Enthusiasm, emotional S/m, et cetera*

I have a confession to make.

I have a Negotiating/Communicating for Emotional S/m class I’m teaching this weekend that I’ve been nervous about in a way I haven’t been nervous about teaching in a long time. You see, I… kind of feel like a fraud. I mean this beyond the (unfortunately) usual youngish-woman-teaching-in-2023 imposter syndrome; I mean that I’m not sure if I can teach emotional S/m because currently, I don’t know that I can *do* it.

Or at least, that’s what I’d been thinking for a few weeks.

Life has been life. You know how it goes. Hormones. Miscommunications. Med changes. Life. I’ve felt hesitant around any sexual play or banter, mostly knowing how ESM almost always sneaks into it these days. I haven’t known if I could engage in a way that keeps me feeling whole (or that breaks me in an easily reparable way).

The hard part is that ESM is still what I want *anything* along those lines to be, so I have had a hard time feeling flirty or sexual at all. And I’ve been worried. Personal insecurities have left me thinking I just can’t handle this kind of play anymore at all.

Or at least, they had.

Then, the casual condescension started sneaking back into our more playful conversation. Ways I text or chat have once more turned to the kinds of sharp-edged tones of degradation I love. We have had a few mis-steps, but it turns out, my fears were way simpler and smaller than I had realized.

The problem was about two specific words.

Two. Words.

Not their synonyms. Not any other kind of delicious put-down or mocking tone. Just two words that mattered.

Triggers are complicated, and often very specific. What a word means to one person can have a different gravity for others. It’s one of the many reasons ESM is a minefield. A topic can be totally fine until one word sets off the “nope” button.

Words matter. This lesson was driven home to me this week in multiple ways. Last Friday, I wrote a piece on Fetlife about how “enthusiastic consent” is an ableist idea. In it, I took for granted that others would have been taught that concept in the way I was: as a physical display of emotional eagerness given each time and throughout all sexual encounters, something I feel unable to give due to disability. And hundreds replied that they have felt that way too. Still, at the same time, others felt misled or hurt by my words and how they resonated in their own, more individual readings. What I had thought had an implied “for me and my body” didn’t do that for everyone reading, and I left some feeling like I felt sex was necessary for a good life (I don’t; that’s specific to my needs) or like people should push through experiences they don’t want to be in and don’t want to not want to be in (never, ever. If you genuinely want to end something and haven’t mutually elected that experience, you should never feel like you *have* to continue.) Now, I myself may know that these things aren’t what I meant, but it doesn’t matter: people who read those words once and took away something I didn’t mean may never be reached with my corrections, and maybe their reading of my writing leads them into a bad place. There are ways I should have been careful and specific that I was not. It mattered.

Someone I Love makes “actions, not words” their mantra, and it’s sat strangely with me for many years. Now more than ever, I’ve figured out why. Words *are* actions. Which we choose, how we put them together: this matters. It is holy, sexy, life-altering work. And it has a weight and a gravity to it.

Be general. Be specific. Try to say what you mean. Recalibrate when you get it wrong. And if certain words aren’t working for you… maybe you can communicate in another way for now.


## EXERCISE PROMPT
Please reproduce the listing verbatim, without its images.

## DATA FOR THIS EXERCISE
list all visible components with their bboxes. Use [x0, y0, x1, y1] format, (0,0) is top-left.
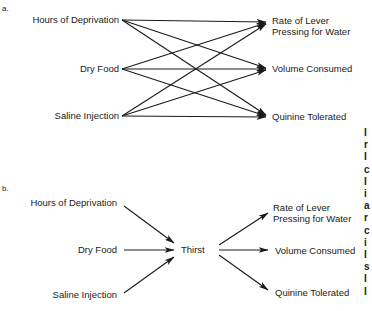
panel-b-arrows	[124, 206, 268, 293]
arrow-icon	[219, 255, 268, 290]
arrow-icon	[124, 206, 174, 243]
panel-a-arrows	[122, 20, 266, 117]
arrow-icon	[219, 213, 268, 245]
arrow-icon	[122, 20, 266, 68]
arrow-icon	[122, 23, 266, 69]
arrow-icon	[124, 257, 174, 293]
arrow-icon	[122, 20, 266, 115]
arrow-icon	[122, 24, 266, 116]
arrow-icon	[122, 116, 266, 117]
arrow-icon	[122, 20, 266, 22]
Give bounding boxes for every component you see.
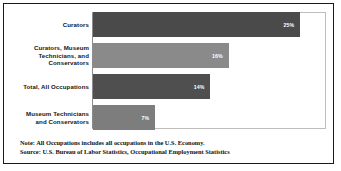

## ANSWER TO THIS PROBLEM
list all visible components with their bboxes. Use [x0, y0, x1, y1] format, (0,0) is top-left.
panel-b-arrows	[124, 206, 268, 293]
arrow-icon	[219, 255, 268, 290]
arrow-icon	[124, 206, 174, 243]
panel-a-arrows	[122, 20, 266, 117]
arrow-icon	[219, 213, 268, 245]
arrow-icon	[122, 20, 266, 68]
arrow-icon	[122, 23, 266, 69]
arrow-icon	[124, 257, 174, 293]
arrow-icon	[122, 20, 266, 115]
arrow-icon	[122, 24, 266, 116]
arrow-icon	[122, 116, 266, 117]
arrow-icon	[122, 20, 266, 22]
Give bounding boxes for every component you see.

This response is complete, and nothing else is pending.